Additionally, a two-step mediation analysis was conducted to investigate the mediation of blood metabolites in the association between SS and the gut microbiota.
Findings
The IVW analysis suggested seven causal relationships between gut microbiota and SS. After validation with complementary methods, six effect directions were in line with IVW results. Three genera (Alloprevotella, Prevotella9, and FamilyXIIIAD3011) were positively associated with the risk of SS, and three others (Parasutterella, Roseburia, and Clostridium sensu stricto 1) were negatively associated. The protective role of Parasutterella may relate to its involvement in testosterone and bile acid metabolism, as suggested in prior research.

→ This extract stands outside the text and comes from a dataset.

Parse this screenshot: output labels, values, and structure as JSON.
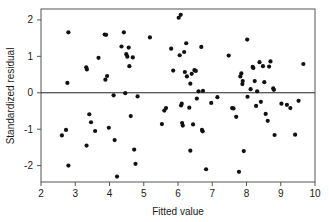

In addition, the team performed a reverse MR analysis to examine whether SS has a causal effect on identified genera. This revealed no reverse causality between SS and these gut microbes. Furthermore, IVW results revealed six causal relationships between blood metabolites and SS, and after validation with complementary methods, five of the effect directions were concordant with the IVW results.
Three metabolites (caffeine, 4-hydroxyhippurate, and laurate) were negatively associated with SS risk, and two (cyclo (leu-pro) and 3-(4-hydroxyphenyl) lactate) were positively associated. The odds ratios (ORs) ranged from 0.08 to 16.12, demonstrating substantial variation in effect size.

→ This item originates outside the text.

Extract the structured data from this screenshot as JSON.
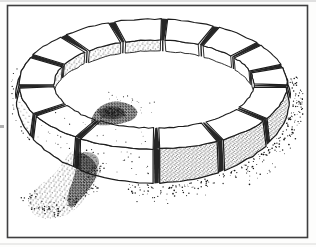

While caffeine showed a protective effect here, the authors caution that animal studies have reported caffeine may inhibit bone growth, suggesting this finding warrants further investigation. There was no heterogeneity or pleiotropy. Furthermore, the mediation analysis revealed an indirect effect of Clostridium sensu stricto 1 on SS through 4-hydroxyhippurate, with a mediation effect proportion of 43.03%. This metabolite is linked to flavonoid metabolism, which depends on gut microbiota for processing.
The five metabolites identified span four major metabolic pathways: lipid, amino acid, peptide, and xenobiotic (compounds not naturally produced by the body, such as dietary or environmental chemicals).
Conclusions
The study examined causal relationships between blood metabolites, gut microbiota, and SS risk. The team identified Alloprevotella, FamilyXIIIAD3011, and Prevotella9 as risk factors for SS. Indeed, a previous study reported a higher abundance of Prevotella in children with ISS compared to healthy children, and this level returned to normal upon treatment with recombinant human growth hormone.
In contrast, Roseburia, Parasutterella, and Clostridium sensu stricto 1 were protective factors for SS. Five blood metabolites were causally related to SS. Specifically, 3-(4-hydroxyphenyl) lactate and cyclo(Leu-Pro) were associated with a higher risk of SS. In contrast, caffeine, laurate, and 4-hydroxyhippurate were associated with a lower SS risk. The mediation analysis revealed a novel mediating role of 4-hydroxyhippurate in the relationship between SS and Clostridium sensu stricto 1.
Taken together, the findings illustrate causal relationships between blood metabolites, gut microbiota, and SS and that 4-hydroxyhippurate mediates the effect of Clostridium sensu stricto 1 on SS. The effect directions of different methods were consistent, and there was no heterogeneity or reverse causality. However, the study’s reliance on genus-level microbiota data limits resolution, and species- or strain-specific effects remain unexplored. The lack of demographic subgroup analysis also limits insight into how these associations may differ across age, sex, or ancestry groups. Overall, future clinical diagnosis and treatment of SS should consider the regulation of gut microbiota.